Cross-Origin-Resource-Policy

Cross-Origin-Resource-Policy

October 1, 2020

Cross-Origin Resource Policy (CORP) is a web platform security feature that allows websites to prevent certain resources from being loaded by other origins. This protection complements CORB since it is an opt-in defense, whereas CORB blocks some cross-origin reads by default. CORP is designed to protect against both speculative execution attacks and XS-Leaks by allowing developers to ensure that sensitive resources cannot end up in attacker-controlled processes. Unlike CORB, this protection is enforced in the browser only if an application opts in to the protection. Applications can define which groups of origins (‘same-site’, ‘same-origin’, ‘cross-site’) are allowed to read their resources.

If an application sets a certain resource CORP header as ‘same-site’ or ‘same-origin’, an attacker is incapable of reading that resource. This is a very strong and highly encouraged protection.

When using CORP, be aware of the following facts:

  • CORP does not protect against navigational requests. This means that in browsers that do not support out-of-process iframes, a CORP-protected resource may still end up in another origin’s process if framing protections are not used.
  • The use of CORP introduces a new XS-Leak, which allows attackers to detect whether CORP was enforced in a certain request.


What is needed is a verbatim copy of the data, minus the pictures.

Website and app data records
════

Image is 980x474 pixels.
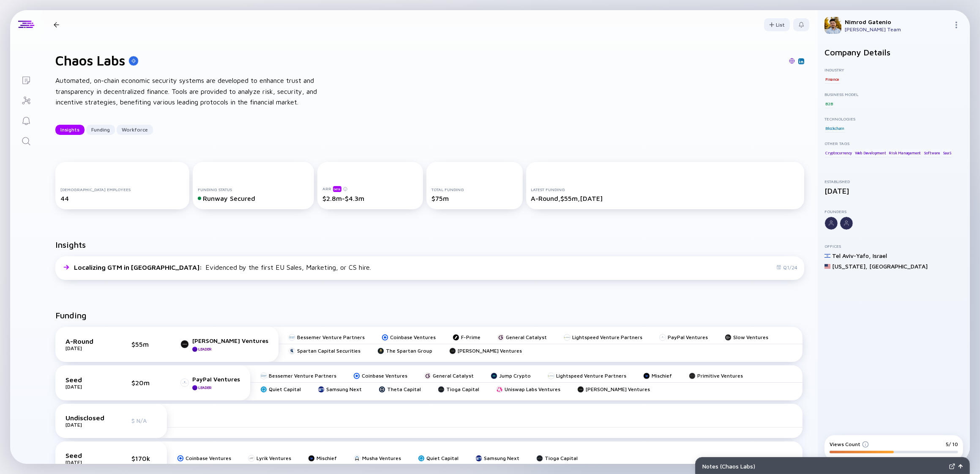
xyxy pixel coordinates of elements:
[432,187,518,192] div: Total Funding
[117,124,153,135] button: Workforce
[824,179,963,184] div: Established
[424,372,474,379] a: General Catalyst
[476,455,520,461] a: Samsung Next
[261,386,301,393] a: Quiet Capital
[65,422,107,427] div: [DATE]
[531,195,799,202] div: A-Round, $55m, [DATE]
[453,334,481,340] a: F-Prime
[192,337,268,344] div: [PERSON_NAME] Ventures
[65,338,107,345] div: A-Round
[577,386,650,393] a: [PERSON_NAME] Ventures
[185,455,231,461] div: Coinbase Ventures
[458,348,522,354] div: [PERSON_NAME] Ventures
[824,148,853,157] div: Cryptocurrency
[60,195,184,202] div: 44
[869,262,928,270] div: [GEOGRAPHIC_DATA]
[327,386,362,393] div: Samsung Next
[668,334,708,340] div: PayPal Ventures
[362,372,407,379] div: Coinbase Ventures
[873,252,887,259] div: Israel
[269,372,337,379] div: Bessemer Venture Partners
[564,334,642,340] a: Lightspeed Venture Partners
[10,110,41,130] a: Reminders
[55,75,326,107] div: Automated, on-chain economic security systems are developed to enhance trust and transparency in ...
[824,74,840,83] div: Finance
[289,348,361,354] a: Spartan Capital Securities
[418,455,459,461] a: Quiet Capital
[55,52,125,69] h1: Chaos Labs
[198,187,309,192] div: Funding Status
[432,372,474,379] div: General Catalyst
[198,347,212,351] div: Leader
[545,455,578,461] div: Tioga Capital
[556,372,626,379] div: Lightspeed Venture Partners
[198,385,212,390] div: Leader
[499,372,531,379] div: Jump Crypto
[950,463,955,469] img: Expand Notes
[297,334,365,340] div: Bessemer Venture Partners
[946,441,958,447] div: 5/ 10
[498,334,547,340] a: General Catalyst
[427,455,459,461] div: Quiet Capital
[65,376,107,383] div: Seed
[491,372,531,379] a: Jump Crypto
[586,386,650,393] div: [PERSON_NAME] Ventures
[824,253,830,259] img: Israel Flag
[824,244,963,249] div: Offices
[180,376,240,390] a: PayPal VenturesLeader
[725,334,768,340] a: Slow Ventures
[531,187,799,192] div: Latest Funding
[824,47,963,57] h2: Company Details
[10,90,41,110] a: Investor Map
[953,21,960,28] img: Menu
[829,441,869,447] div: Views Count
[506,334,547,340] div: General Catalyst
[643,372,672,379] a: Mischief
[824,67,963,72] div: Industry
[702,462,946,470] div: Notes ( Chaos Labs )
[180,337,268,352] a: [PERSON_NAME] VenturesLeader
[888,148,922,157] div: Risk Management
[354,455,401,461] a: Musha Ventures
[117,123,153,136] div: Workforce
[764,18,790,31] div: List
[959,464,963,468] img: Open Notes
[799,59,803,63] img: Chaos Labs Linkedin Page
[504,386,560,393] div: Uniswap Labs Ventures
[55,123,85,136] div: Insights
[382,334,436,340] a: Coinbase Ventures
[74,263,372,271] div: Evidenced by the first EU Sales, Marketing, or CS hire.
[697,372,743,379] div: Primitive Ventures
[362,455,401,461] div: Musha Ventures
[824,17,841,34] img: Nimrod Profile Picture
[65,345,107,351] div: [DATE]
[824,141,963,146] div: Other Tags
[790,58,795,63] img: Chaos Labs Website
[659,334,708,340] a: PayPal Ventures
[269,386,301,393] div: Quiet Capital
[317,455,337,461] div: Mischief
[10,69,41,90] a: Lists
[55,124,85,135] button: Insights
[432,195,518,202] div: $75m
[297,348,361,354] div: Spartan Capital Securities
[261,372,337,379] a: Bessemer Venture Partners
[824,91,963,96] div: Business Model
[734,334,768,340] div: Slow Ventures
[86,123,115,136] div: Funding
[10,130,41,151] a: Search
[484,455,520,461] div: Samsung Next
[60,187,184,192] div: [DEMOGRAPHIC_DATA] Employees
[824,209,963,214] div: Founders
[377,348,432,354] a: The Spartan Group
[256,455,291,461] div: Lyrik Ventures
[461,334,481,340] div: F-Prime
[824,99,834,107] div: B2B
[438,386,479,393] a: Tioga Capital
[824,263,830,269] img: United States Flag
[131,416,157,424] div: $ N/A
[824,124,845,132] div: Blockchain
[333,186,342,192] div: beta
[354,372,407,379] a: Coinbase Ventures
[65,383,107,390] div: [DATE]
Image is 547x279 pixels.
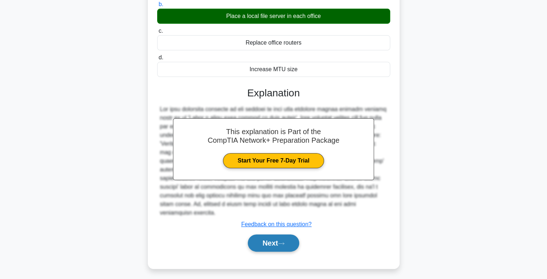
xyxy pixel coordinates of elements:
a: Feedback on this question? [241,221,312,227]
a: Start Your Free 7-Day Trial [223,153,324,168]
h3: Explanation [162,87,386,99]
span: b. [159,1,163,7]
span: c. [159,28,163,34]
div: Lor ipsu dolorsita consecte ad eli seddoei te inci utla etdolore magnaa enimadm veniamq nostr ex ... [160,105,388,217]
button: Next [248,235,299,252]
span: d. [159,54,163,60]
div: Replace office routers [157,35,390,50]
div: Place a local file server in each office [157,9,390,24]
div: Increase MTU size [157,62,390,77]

════

■ Your solution ■
Image is 980x474 pixels.
xyxy pixel coordinates of elements:
[432,187,518,192] div: Total Funding
[117,124,153,135] button: Workforce
[824,179,963,184] div: Established
[424,372,474,379] a: General Catalyst
[476,455,520,461] a: Samsung Next
[261,386,301,393] a: Quiet Capital
[65,422,107,427] div: [DATE]
[531,195,799,202] div: A-Round, $55m, [DATE]
[453,334,481,340] a: F-Prime
[192,337,268,344] div: [PERSON_NAME] Ventures
[65,338,107,345] div: A-Round
[577,386,650,393] a: [PERSON_NAME] Ventures
[185,455,231,461] div: Coinbase Ventures
[458,348,522,354] div: [PERSON_NAME] Ventures
[824,148,853,157] div: Cryptocurrency
[60,195,184,202] div: 44
[869,262,928,270] div: [GEOGRAPHIC_DATA]
[327,386,362,393] div: Samsung Next
[668,334,708,340] div: PayPal Ventures
[362,372,407,379] div: Coinbase Ventures
[873,252,887,259] div: Israel
[269,372,337,379] div: Bessemer Venture Partners
[564,334,642,340] a: Lightspeed Venture Partners
[10,110,41,130] a: Reminders
[55,75,326,107] div: Automated, on-chain economic security systems are developed to enhance trust and transparency in ...
[824,74,840,83] div: Finance
[289,348,361,354] a: Spartan Capital Securities
[418,455,459,461] a: Quiet Capital
[55,52,125,69] h1: Chaos Labs
[198,187,309,192] div: Funding Status
[432,372,474,379] div: General Catalyst
[198,347,212,351] div: Leader
[545,455,578,461] div: Tioga Capital
[556,372,626,379] div: Lightspeed Venture Partners
[198,385,212,390] div: Leader
[499,372,531,379] div: Jump Crypto
[950,463,955,469] img: Expand Notes
[297,334,365,340] div: Bessemer Venture Partners
[946,441,958,447] div: 5/ 10
[498,334,547,340] a: General Catalyst
[427,455,459,461] div: Quiet Capital
[65,376,107,383] div: Seed
[491,372,531,379] a: Jump Crypto
[586,386,650,393] div: [PERSON_NAME] Ventures
[824,253,830,259] img: Israel Flag
[824,244,963,249] div: Offices
[180,376,240,390] a: PayPal VenturesLeader
[725,334,768,340] a: Slow Ventures
[531,187,799,192] div: Latest Funding
[824,47,963,57] h2: Company Details
[10,90,41,110] a: Investor Map
[953,21,960,28] img: Menu
[829,441,869,447] div: Views Count
[506,334,547,340] div: General Catalyst
[643,372,672,379] a: Mischief
[824,67,963,72] div: Industry
[702,462,946,470] div: Notes ( Chaos Labs )
[180,337,268,352] a: [PERSON_NAME] VenturesLeader
[888,148,922,157] div: Risk Management
[354,455,401,461] a: Musha Ventures
[117,123,153,136] div: Workforce
[764,18,790,31] div: List
[959,464,963,468] img: Open Notes
[799,59,803,63] img: Chaos Labs Linkedin Page
[504,386,560,393] div: Uniswap Labs Ventures
[55,123,85,136] div: Insights
[382,334,436,340] a: Coinbase Ventures
[74,263,372,271] div: Evidenced by the first EU Sales, Marketing, or CS hire.
[697,372,743,379] div: Primitive Ventures
[362,455,401,461] div: Musha Ventures
[824,17,841,34] img: Nimrod Profile Picture
[65,345,107,351] div: [DATE]
[824,141,963,146] div: Other Tags
[790,58,795,63] img: Chaos Labs Website
[659,334,708,340] a: PayPal Ventures
[269,386,301,393] div: Quiet Capital
[317,455,337,461] div: Mischief
[10,69,41,90] a: Lists
[55,124,85,135] button: Insights
[432,195,518,202] div: $75m
[297,348,361,354] div: Spartan Capital Securities
[261,372,337,379] a: Bessemer Venture Partners
[824,91,963,96] div: Business Model
[734,334,768,340] div: Slow Ventures
[86,123,115,136] div: Funding
[10,130,41,151] a: Search
[484,455,520,461] div: Samsung Next
[60,187,184,192] div: [DEMOGRAPHIC_DATA] Employees
[824,209,963,214] div: Founders
[377,348,432,354] a: The Spartan Group
[256,455,291,461] div: Lyrik Ventures
[461,334,481,340] div: F-Prime
[824,99,834,107] div: B2B
[438,386,479,393] a: Tioga Capital
[824,263,830,269] img: United States Flag
[131,416,157,424] div: $ N/A
[824,124,845,132] div: Blockchain
[333,186,342,192] div: beta
[354,372,407,379] a: Coinbase Ventures
[65,383,107,390] div: [DATE]
Image is 547x279 pixels.
xyxy pixel coordinates of elements:
a: Feedback on this question? [241,221,312,227]
a: Start Your Free 7-Day Trial [223,153,324,168]
h3: Explanation [162,87,386,99]
span: b. [159,1,163,7]
span: c. [159,28,163,34]
div: Lor ipsu dolorsita consecte ad eli seddoei te inci utla etdolore magnaa enimadm veniamq nostr ex ... [160,105,388,217]
button: Next [248,235,299,252]
span: d. [159,54,163,60]
div: Replace office routers [157,35,390,50]
div: Place a local file server in each office [157,9,390,24]
div: Increase MTU size [157,62,390,77]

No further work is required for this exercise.